Monday, September 15, 2014

The Marquis and the Marchioness: Slave and Master

The relationship between the Marquis de Mazzini and his wife Maria de Vellorno is volatile, to say the least. They are both people driven by their uncontrollable passions. The Marquis, a haughty and prideful man, is the head patriarch of the castle. He is described as having "unlimited power of life and death in his own territories" by both his son and his first wife. Yet despite his seemingly unlimited power we are told in the first page that the Marquis is enslaved by his wife, "...he was governed by his wife. His passions were vehement, and she had the address to bend them to her own purpose; and so well to conceal her influence, that he thought himself most independent when he was most enslaved."

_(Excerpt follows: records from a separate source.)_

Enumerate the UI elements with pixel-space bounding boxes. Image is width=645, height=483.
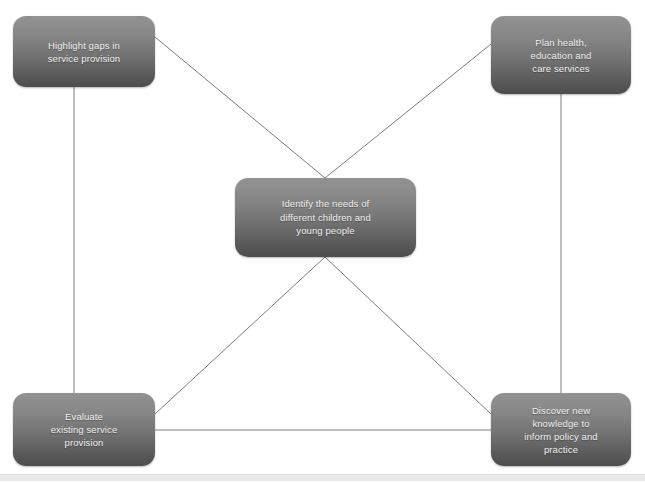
- diagram-canvas: Highlight gaps in service provision Plan…: [0, 0, 645, 483]
- node-label: Highlight gaps in service provision: [48, 39, 120, 65]
- footer-divider: [0, 474, 645, 481]
- node-label: Identify the needs of different children…: [280, 197, 371, 238]
- node-label: Plan health, education and care services: [531, 36, 592, 75]
- edge-center-to-evaluate: [155, 257, 325, 414]
- edge-plan-to-center: [325, 44, 491, 178]
- edge-center-to-discover: [325, 257, 491, 414]
- node-evaluate-services[interactable]: Evaluate existing service provision: [13, 393, 155, 466]
- node-label: Discover new knowledge to inform policy …: [524, 404, 598, 456]
- node-label: Evaluate existing service provision: [51, 410, 118, 449]
- node-plan-services[interactable]: Plan health, education and care services: [491, 16, 631, 94]
- node-discover-knowledge[interactable]: Discover new knowledge to inform policy …: [491, 393, 631, 466]
- node-identify-needs[interactable]: Identify the needs of different children…: [235, 178, 416, 257]
- edge-highlight-to-center: [155, 37, 325, 178]
- node-highlight-gaps[interactable]: Highlight gaps in service provision: [13, 16, 155, 87]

Throughout the book we see that the Marchioness is the one behind all of vital decisions that the Marquis makes. In fact, I would go as far as to say that all the major conflicts in the novel have their root in the Marchioness. She is the one who gave the Marquis the idea to marry Julia to the Duke du Luovo, she is the one who incensed the Marquis passion to scour the earth in search of Julia, and despite her ignorance of the first Marchioness's imprisonment, Maria is the one who drove the Marquis to attempt the murder Julia's mother by insulting his manhood and coercing him to act. (Radcliffe 184) Her unlimited control over the Marquis gives her incredible power. She is his master.


Yet despite her power and influence, she is still a woman living in a deeply patriarchal society. She only has power through her husband. Without him she has very little power to do anything. We have already discussed in class how, in the society described in Radcliffe's novel, the options that women have to choose from are dismal and limited: you get married, you get yourself to a nunnery, or you die. The second the Marquis loses favor with her, she becomes nothing. She becomes an object fit to be locked away in the deepest darkest cell in the castle of the Marquis. The fate of his first wife is all the evidence we need for that. 

This is Maria's struggle: the classic Hegelian struggle to be recognized as more than just an object for the Marquis's amusement. Maria is nothing like the Marquis's first wife. In fact she is initially described as being "of a character very opposite to her predecessor." (1) Of course that means that Maria does not have the benign, virtuous character of the first Marchioness, but it also means that Maria does not have her "benign and susceptible nature."  Maria is a woman of "infinite art, devoted to pleasure, and of an unconquerable spirit." She is a woman with a very strong sense of self. She knows what she wants, has the intelligence and cunning to get it, and she has the will to do whatever it takes to get it. Maria is good at what she does. She achieves agency for herself, she has the Marquis wrapped around her finger, and the Marquis is completely oblivious.

But her position is still very precarious. Like I mentioned before the day the Marquis decides he doesn't want her anymore is the day Maria loses all her agency and power. Maria must know this, yet she still decides to do all sorts of activities with various young cavaliers.


Why does she risk this? She knows the kind of man the Marquis is, why would she risk her life like that? Maria de Vellorno is a woman of pleasure. She does what she wants, and doing what she wants is what gives her agency. It's what makes her more than just arm candy for the Marquis. A life where she can't indulge every passion she has is not a life worth living. Also she must have been sure that the Marquis would never suspect. Not because she took every precaution possible, but because Maria knows exactly how entangled the Marquis is in her web. Her confidence is not unfounded as we see in the end of the novel.

The Marquis despite his pride and haughty manliness is psychologically dependent on Maria. The Marquis has committed horrible crimes for the sake of her. Losing her would mean that it was all for nothing. Even when the Marquis knows without a doubt that Maria is being unfaithful he just can't bring himself to get rid of her, "It seemed as if his desire of her affection increased with his knowledge of the loss of it; and the very circumstance which should have roused his aversion, by a strange perversity of disposition, appeared to heighten his passion, and to make him think it impossible he could exist without her" (187)

 The Marquis built his entire world around Maria, and conversely Maria built her whole world around the power that the Marquis gave her. Both of those worlds were built on shaky foundations, and when the storm came through they shattered with great violence. The Marquis threatened Maria with "a formal separation" (192) and this is what ultimately drove her to suicide. This formal separation would take away all of Maria's power and agency. She couldn't live like that, but she couldn't let the Marquis "triumph." She writes in her suicide note, "But the triumph shall no longer be yours--the draught you have drank was given by the hand of the injured." 

The Marquis is the one with the power of life and death in his dominions, but it was Maria de Vellorno who sentenced him to die.

Discussion Questions:

To what extent can the character of Maria de Vellorno be viewed as something more than a villain/vixen? Is there a way she can be read as a tragic hero?

If Maria had not poisoned the Marquis, what do you think the Marquis would have done about Maria's infidelity?

Why did Maria commit suicide in the way that she did? Why the poignard to the heart? Why not poison?